REVIEW ARTICLE
A Comparative Analysis of the Spanish Flu 1918 and COVID-19 Pandemics
Akhilesh Agrawal1, *, Aadesh Gindodiya2, Kaivalya Deo3, Supriya Kashikar4, Punit Fulzele1, Nazli Khatib1
Article Information
Identifiers and Pagination:
Year: 2021Volume: 14
Issue: Suppl-1, M3
First Page: 128
Last Page: 134
Publisher ID: TOPHJ-14-128
DOI: 10.2174/1874944502114010128
Article History:
Received Date: 9/5/2020Revision Received Date: 16/9/2020
Acceptance Date: 8/10/2020
Electronic publication date: 22/03/2021
Collection year: 2021
open-access license: This is an open access article distributed under the terms of the Creative Commons Attribution 4.0 International Public License (CC-BY 4.0), a copy of which is available at: https://creativecommons.org/licenses/by/4.0/legalcode. This license permits unrestricted use, distribution, and reproduction in any medium, provided the original author and source are credited.
Abstract
Two devastating pandemics, the Spanish Flu and COVID-19, emerged globally in 1918 from America and 2019 from China, respectively. Influenza virus A H1N1, which caused Spanish Flu and SARS-CoV2, which caused COVID-19, belong to different virus family and bear different structure, genomic organization and pathogenicity. However, the trajectory of the current outbreak of COVID-19 depicts a similar picture of the Spanish Flu outbreak. Estimates suggest that ~500 million infected cases and ~50 million deaths occurred globally from 1918-1919 due to the H1N1 virus. While SARS-CoV2 accounted for ~2 million cases and 130,885 deaths just within three and a half months, and the number is still increasing. To contain the spread of COVID-19 and to prevent the situation which happened a century back, it becomes essential to examine and correlate these pandemics in terms of their origin, epidemiology and clinical scenario. The strategies tailored to control the Spanish Flu pandemic may help to contain the current pandemic within time.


### WORK INSTRUCTIONS
Pictures excluded, set down exactly the lines from the one containing "This screenshot has" through the final line of the material, and only those.

### DATA TO EXAMINE

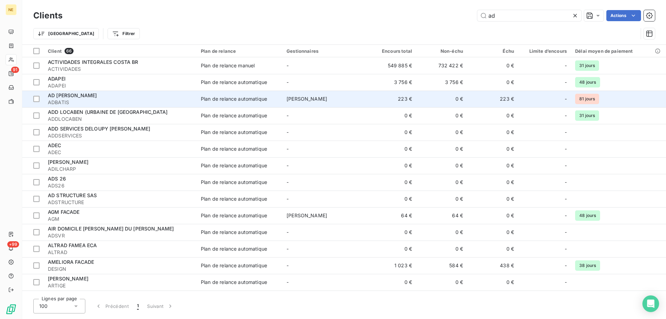 Image resolution: width=666 pixels, height=319 pixels. What do you see at coordinates (43, 306) in the screenshot?
I see `span: 100` at bounding box center [43, 306].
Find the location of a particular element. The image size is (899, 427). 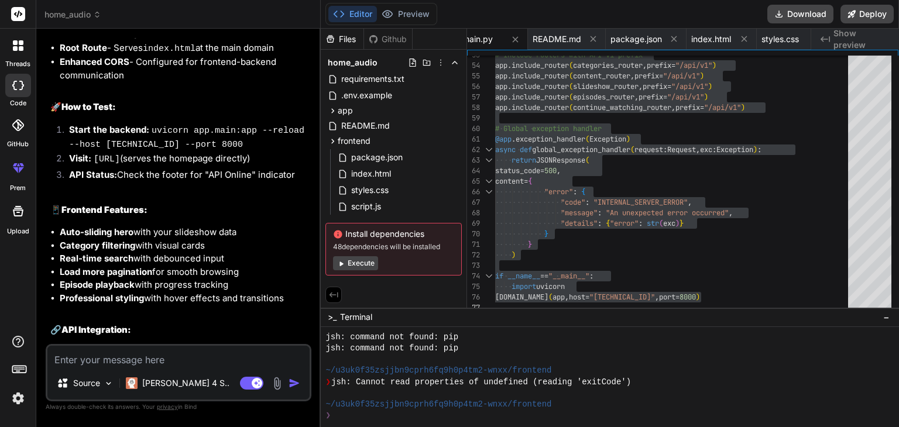

div: 75 is located at coordinates (473, 287).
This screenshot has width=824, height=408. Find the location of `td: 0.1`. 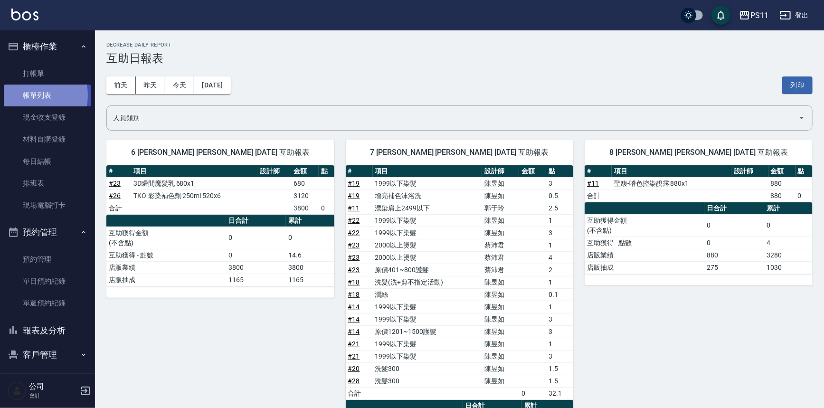

td: 0.1 is located at coordinates (559, 294).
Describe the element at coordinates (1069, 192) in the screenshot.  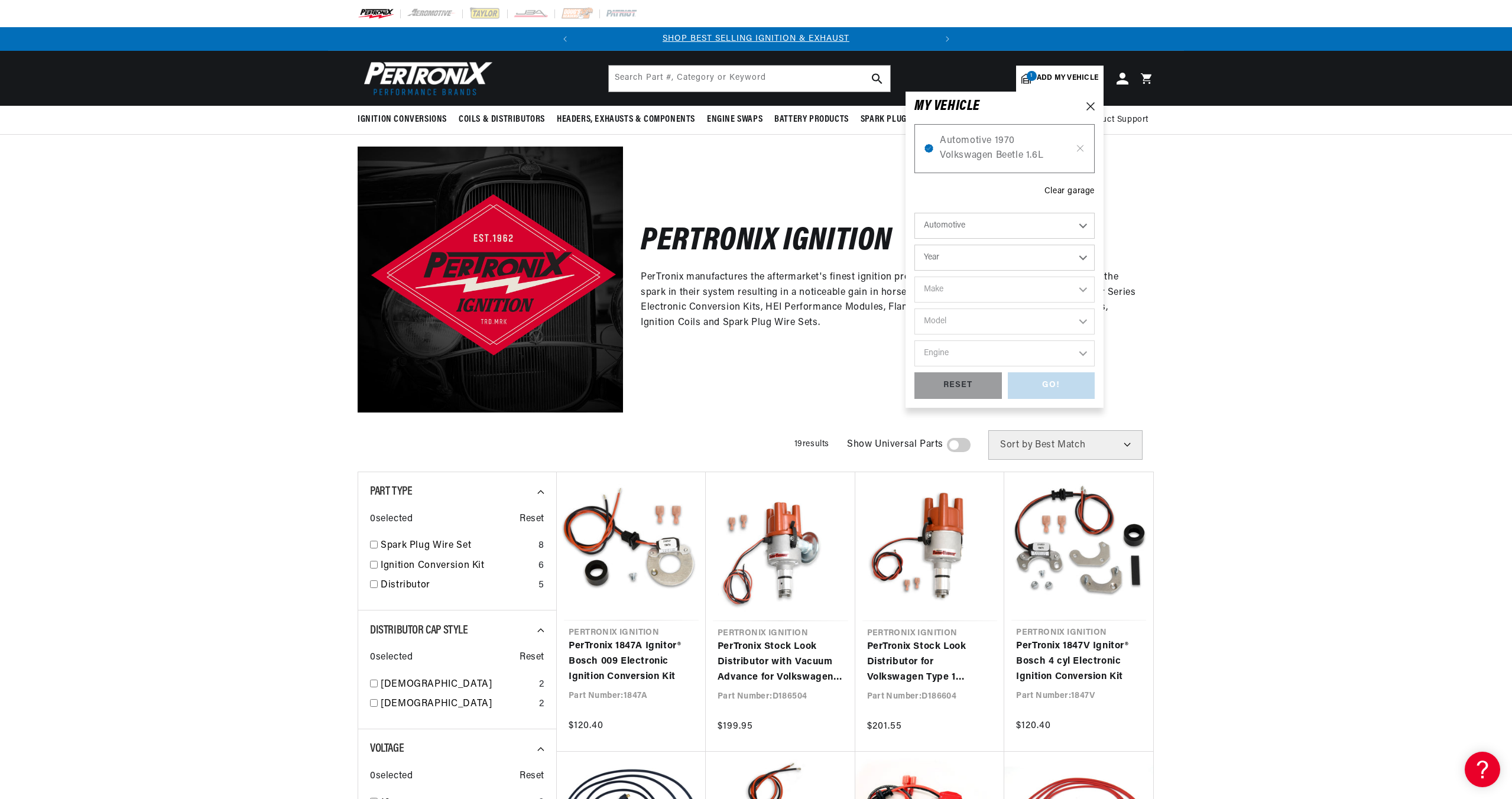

### RESPONSE
This screenshot has width=824, height=408. Find the location of `td: 0.1`. 

td: 0.1 is located at coordinates (559, 294).
Describe the element at coordinates (1069, 192) in the screenshot.  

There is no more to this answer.